The case for mega-moulah for masterpieces just slipped on a banana peel.
Or maybe it’s more appeeling than ever.
As I covered Saturday, a banana duct-taped to a wall at Miami’s Art Basel sold for $120,000. Though purchased, it remained on display.
The revolutionary artist responsible for the fruitful endeavor, Maurizio Cattelan, had planned to sell three.
But tragedy struck #1, which will now soon become number two — the owner of the gallery was on his way to the airport when he received devastating news: Someone had eaten the banana.
Crappy ending.
But what a potassium-packed people-magnet it’d been: The crowd to see it had grown so large, the London-based White Cube gallery in the booth nextdoor had removed their in-the-way installation.
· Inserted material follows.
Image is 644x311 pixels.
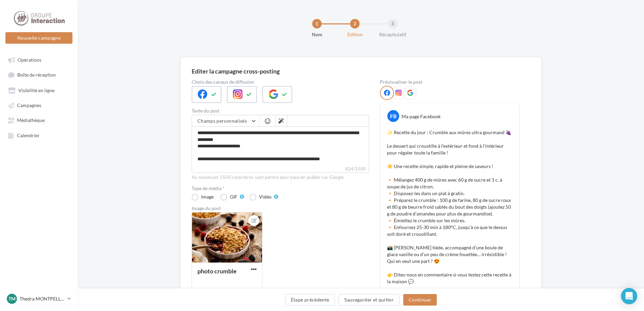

Sadly, on Sunday — as reported by the Miami Herald — Perrotin Gallery partner Peggy Leboeuf saw a man chowing on the masterpiece, which still had some duct tape on it. She demanded to know what he was doing.
The banana biter, David Datuna, told her he was a performance artist.
She responded with horror:
“But you’re not supposed to touch the art!”
So a man took that $120k art banana off the wall and ate it. Because why not. pic.twitter.com/QrxtD1ITaB
— cluedont (@cluedont) December 8, 2019
Even so, perhaps David’s act of defiant digestion was downright deep.
As observed by a RedState commenter on my original article:
“[I]sn’t it ironic that an ‘art’ piece that is supposed to ‘force us to question how value is placed on material goods’ then sells for an unreasonable amount of money?”
Maybe David consuming the botanical berry — which, according to some critics, indeed represents wealth and inequality — was in fact the more valuable work of art.
But if not, those of you aghast at the masticating mayhem can breathe a sigh of relief — fortunately for everyone involved, the peeled and pulverized pièce de résistance was quickly redeemed:
[Gallery proprietor Emmanuel Perrotin] darted to the space, clearly upset. A fair goer tried to cheer him up and handed him his own banana.
Perrotin and a gallery assistant re-adhered the borrowed banana to the wall just after 2 p.m.
Director of Museum Relations Lucien Terras insists it’s no loss:
“He did not destroy the art work. The banana is the idea.”
But I say different. As pointed out by the Herald, the large sum recently paid for a certain small phallic fruit could’ve procured 631,579 of them at Trader Joe’s.
On Sunday, a man ate that very specific $120,000 banana.
My question is: Over the next 24 hours, what’s its depreciation?
Something tells me it’s more than that of a new car.
Let the auction begin — do I hear $75,000?